To give director David Blue Garcia some credit, he came into a difficult situation with this film, replacing the original directors with a week of production already completed. I’m not a fan of the look of the film overall, especially the teal and yellow palette that he and cinematographer Ricardo Diaz arrive at for the entirety of the third act, but there are a few memorable images here, most strikingly Leatherface rising from a field of dead sunflowers. While the original film famously implies almost all of its gore, it’s fair to say that the rest of the franchise has been defined by excess in that area, and you have to hand it to this iteration; it goes for broke and doles out some memorably bloody carnage. While the way the bus sequence starts is a disaster, there are also some brilliantly gross moments as Leatherface chops his way through to the fleeing Melody and Lila, and the showdown with Sally is equally brutal (so much so that a later moment is total nonsense).

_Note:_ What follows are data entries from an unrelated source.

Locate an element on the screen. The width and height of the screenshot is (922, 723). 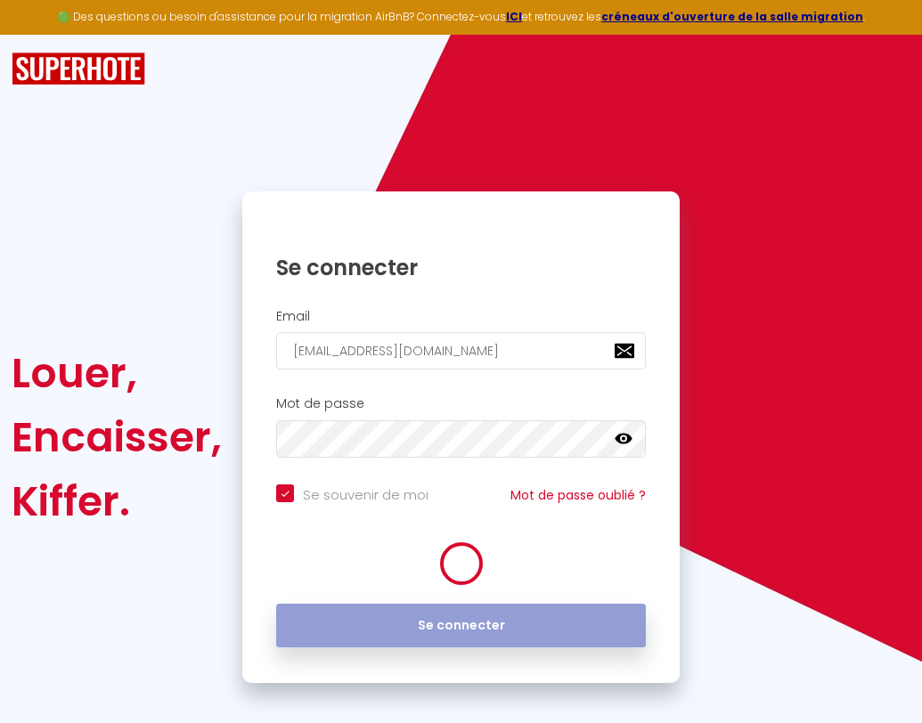
h2: Mot de passe is located at coordinates (461, 404).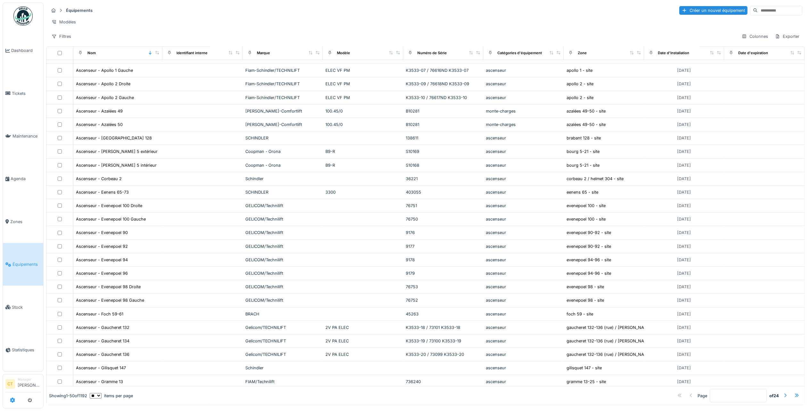  What do you see at coordinates (68, 395) in the screenshot?
I see `div: Showing 1 - 50 of 1192` at bounding box center [68, 395].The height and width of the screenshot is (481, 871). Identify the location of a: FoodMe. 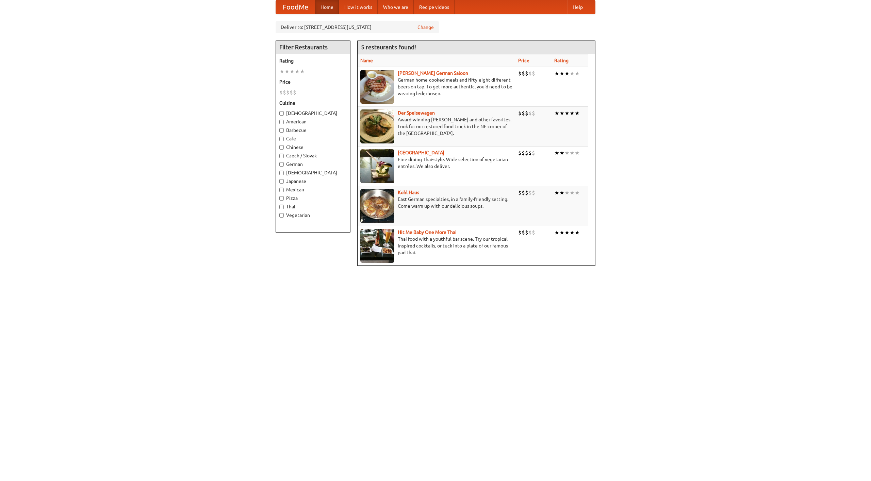
(295, 7).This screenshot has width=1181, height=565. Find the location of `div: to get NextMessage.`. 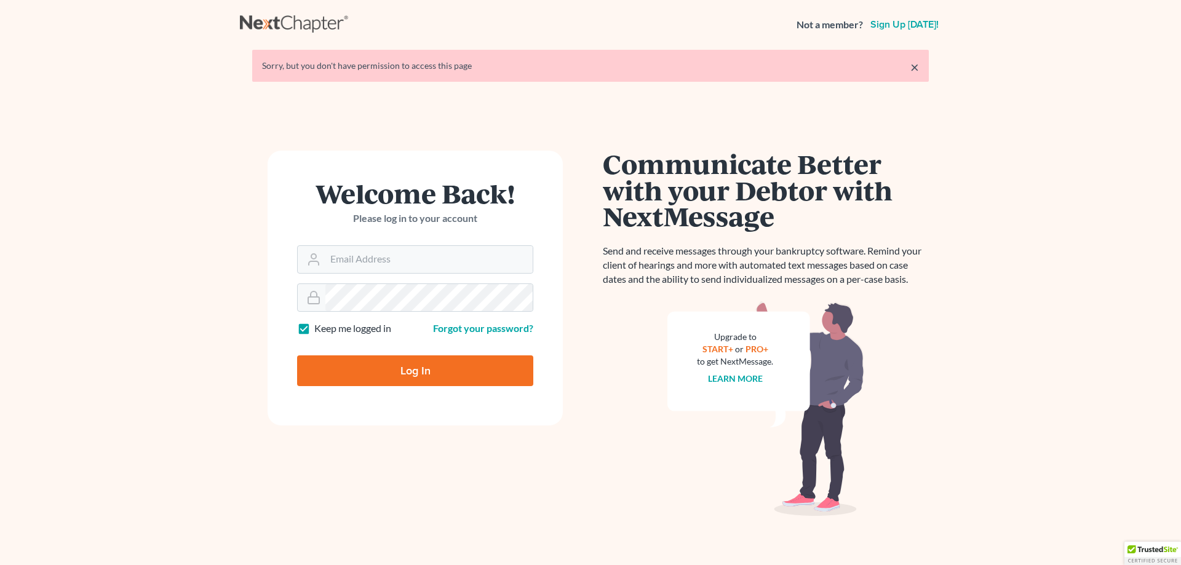

div: to get NextMessage. is located at coordinates (735, 362).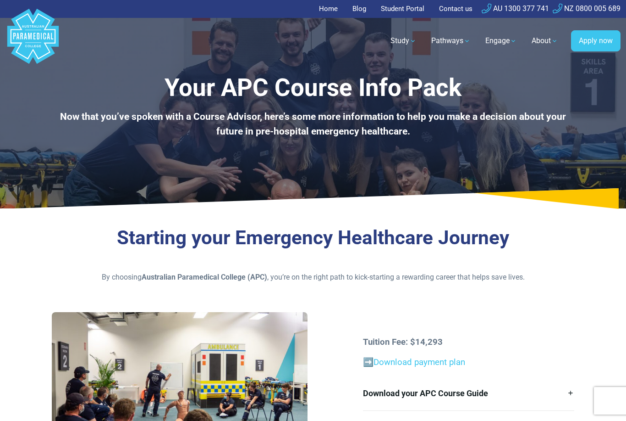 This screenshot has height=421, width=626. Describe the element at coordinates (414, 362) in the screenshot. I see `a: ➡️Download payment plan` at that location.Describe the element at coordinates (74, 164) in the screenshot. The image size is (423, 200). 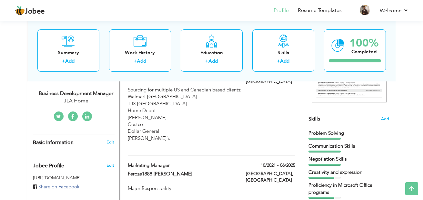
I see `div: Enhance your career by creating a custom URL for your Jobee public profile.` at that location.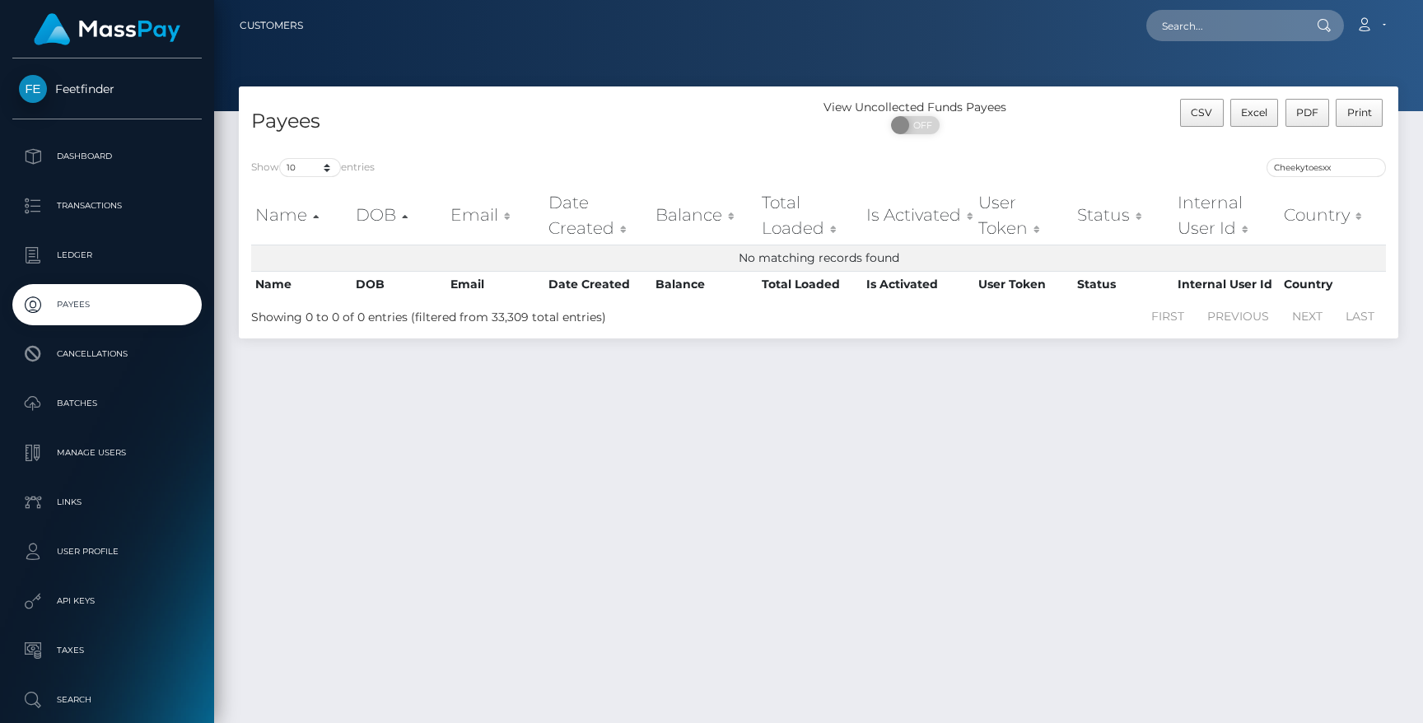  I want to click on th: Status: activate to sort column ascending, so click(1123, 215).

Character, as mentioned, isn’t the film’s strong suit, and that’s a pity because with a more robust script I could imagine this cast working well. In the brief preamble, though the dialogue clunks, the dynamic is convincing enough, and Yarkin and Fisher both have strong Final Girl energy about them. The problem is that film lacks either the will or the space to develop them enough for that to be something we can really hang on to. 

Like most of the other Chainsaw films, this one is never scary. In this respect the original works because the atmosphere simply drips with oppressive terror, while in Hooper’s sequel that’s gone, but I like and care about Stretch and, to a degree, Lou enough to be worried about what happens to them. Neither of those things is present here. The gloss of the way it’s shot strips away any real atmosphere, and there’s no opportunity to know the characters enough to care whether they live or die, so it’s not scary. For some, the simple thrill of the gore and the pace at which the film comes at you may be satisfying enough. That can be a lot of fun, but when you’re attempting, for at least the third time, to directly follow up one of the most uniquely terrorising films ever made, this just doesn’t… ahem… cut it.